UB By the Numbers
Category: Noteworthy
83
Fat Club by Kimberley Lynne, UB theater events coordinator, presented as part of the Emerging Voices Project
In 2009, Spotlight UB introduced the Emerging Voices Project, a summer reading series designed to provide authors and playwrights in the UB community with the opportunity to stage their work and receive audience feedback. Since its inception, the project has featured 83 actors performing 18 eclectic pieces by 20 writers.
812
UB’s Community Service Day brings students, alumni, faculty and staff together to lend a helping hand (or 232 helping hands in the case of the 2011 event, when 116 UB community members participated) to local, community-serving organizations.
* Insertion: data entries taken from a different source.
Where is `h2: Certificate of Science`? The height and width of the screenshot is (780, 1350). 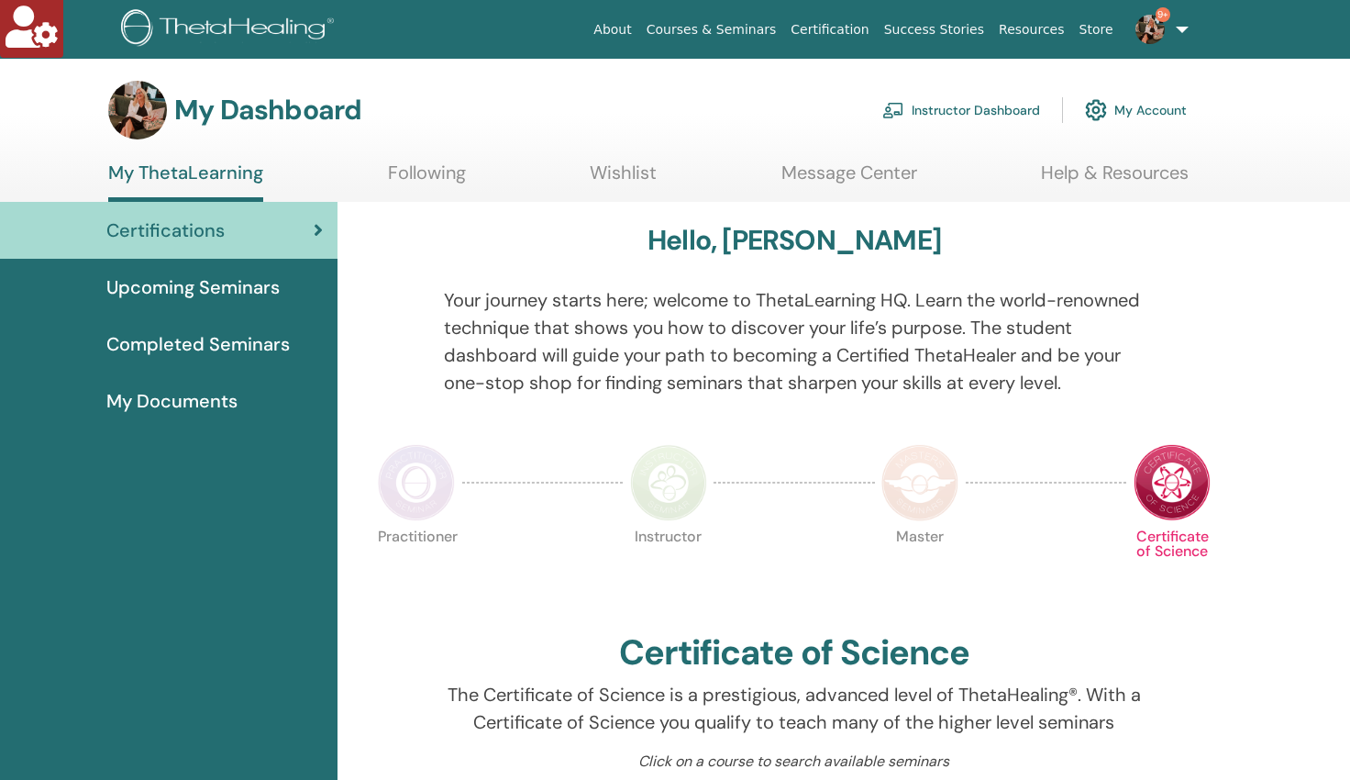
h2: Certificate of Science is located at coordinates (794, 653).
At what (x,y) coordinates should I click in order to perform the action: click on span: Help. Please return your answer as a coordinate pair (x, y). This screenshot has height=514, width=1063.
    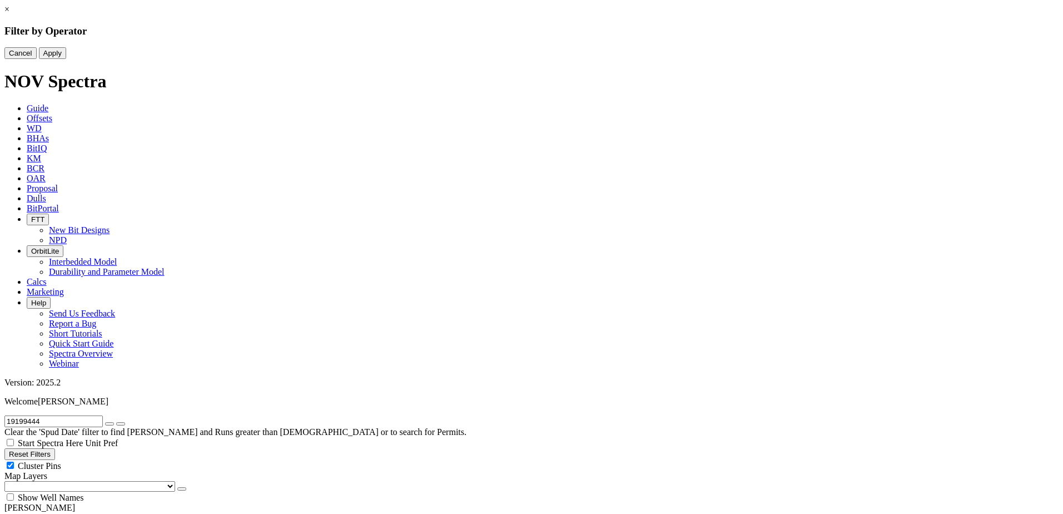
    Looking at the image, I should click on (38, 302).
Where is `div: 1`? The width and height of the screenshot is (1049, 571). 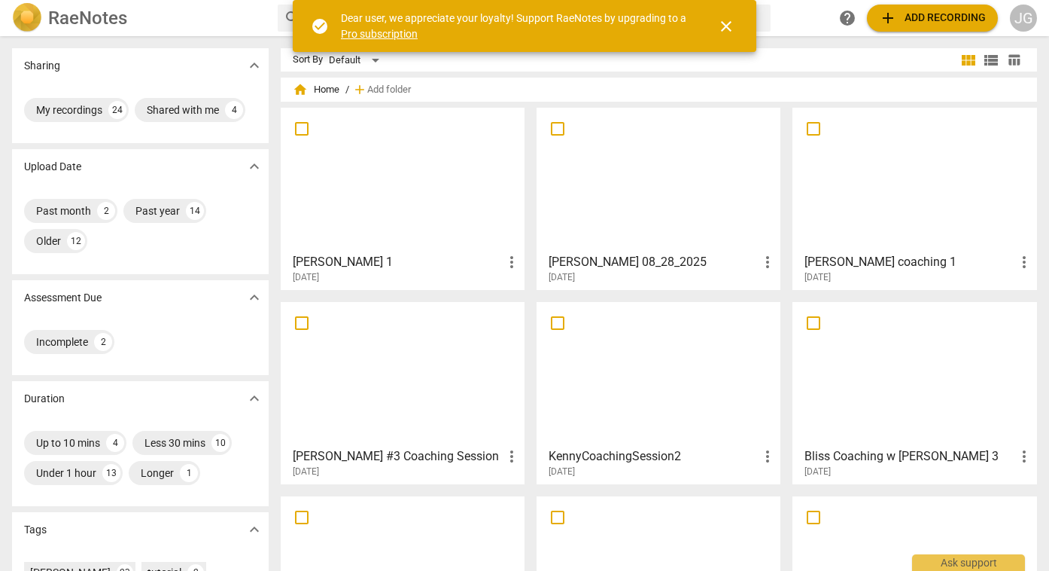 div: 1 is located at coordinates (189, 473).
Last year, UB donated 812 volunteer hours to 15 organizations.
7
The College of Public Affairs’ Master of Public Administration program again passed its reaccreditation process with flying colors, receiving full accreditation—a nod to the continued high quality of the program—for the next seven years from the National Association of Schools of Public Affairs and Administration.
65
The UB School of Law’s Experience in Legal Organization, or EXPLOR, program provides students placement in a legal setting after completion of their first year and is a unique offering among American law schools. Students spend 16 hours per week throughout the summer in internships in both the public and private sectors. More than 65 percent of the 2010 incoming class participated in the program last year.
10
You may think there’s no such thing as a free lunch, but the Office of Alumni Relations’ SavorUB program proves you wrong. Launched in September, it allows current students and alumni to share advice and to network over a free or reduced-price meal at a local restaurant. So far, 10 partner restaurants have agreed to sponsor the program, which has already connected 10 pairs of participants. To participate in SavorUB, contact the Office of Alumni Relations by email or at 410.837.6131.
10,500
The UB Food Drive to Benefit the Maryland Food Bank and the Lawyers’ Campaign Against Hunger collected 10,500 canned or nonperishable food items during fall 2011, exceeding its 10,000-item goal. Throughout the semester, UB students, staff, faculty, alumni and friends donated goods at several collection points across campus and made financial gifts online.
10
Last semester, Leadership UB, which started life as the Leadership Certification Program in fall 2001, celebrated 10 years in the business of educating and supporting student leaders. The Rosenberg Center for Student Involvement’s program offers leadership workshops, team-development activities and community service opportunities—all focused on honing students’ leadership and community stewardship skills.
38
During a marathon 2,389-mile trip throughout Maryland, M.F.A. in Integrated Design student Jim Lord tasted a crab cake in each of the state’s 23 counties and in Baltimore city—all in the name of research for his book, The Maryland Crab Cake, which he produced as a final project in a Theory of Visual Communication class. Lord, his friends and his family consumed 38 crab cakes along the way.
1,388,170
In its annual report, Langsdale Library notes that users retrieved 1,388,170 items from the library’s online subscription databases (via 706,382 searches) during fiscal year 2011. Throughout the same time period, users asked 37,587 questions, including those posed to circulation and special collections experts—helped along by the library’s handy Ask a Librarian feature on its website. Read the Library Annual Report.
1
The University of Baltimore is No. 1 in safety according to StateUniversity.com, which named UB as Maryland’s safest campus among all the state’s public colleges and universities based on 2010 crime statistics published in an FBI-issued report. Using a scale that takes into account the severity and the frequency of reported crimes (whether violent or not), the website gave UB a rating of 92 out of 100.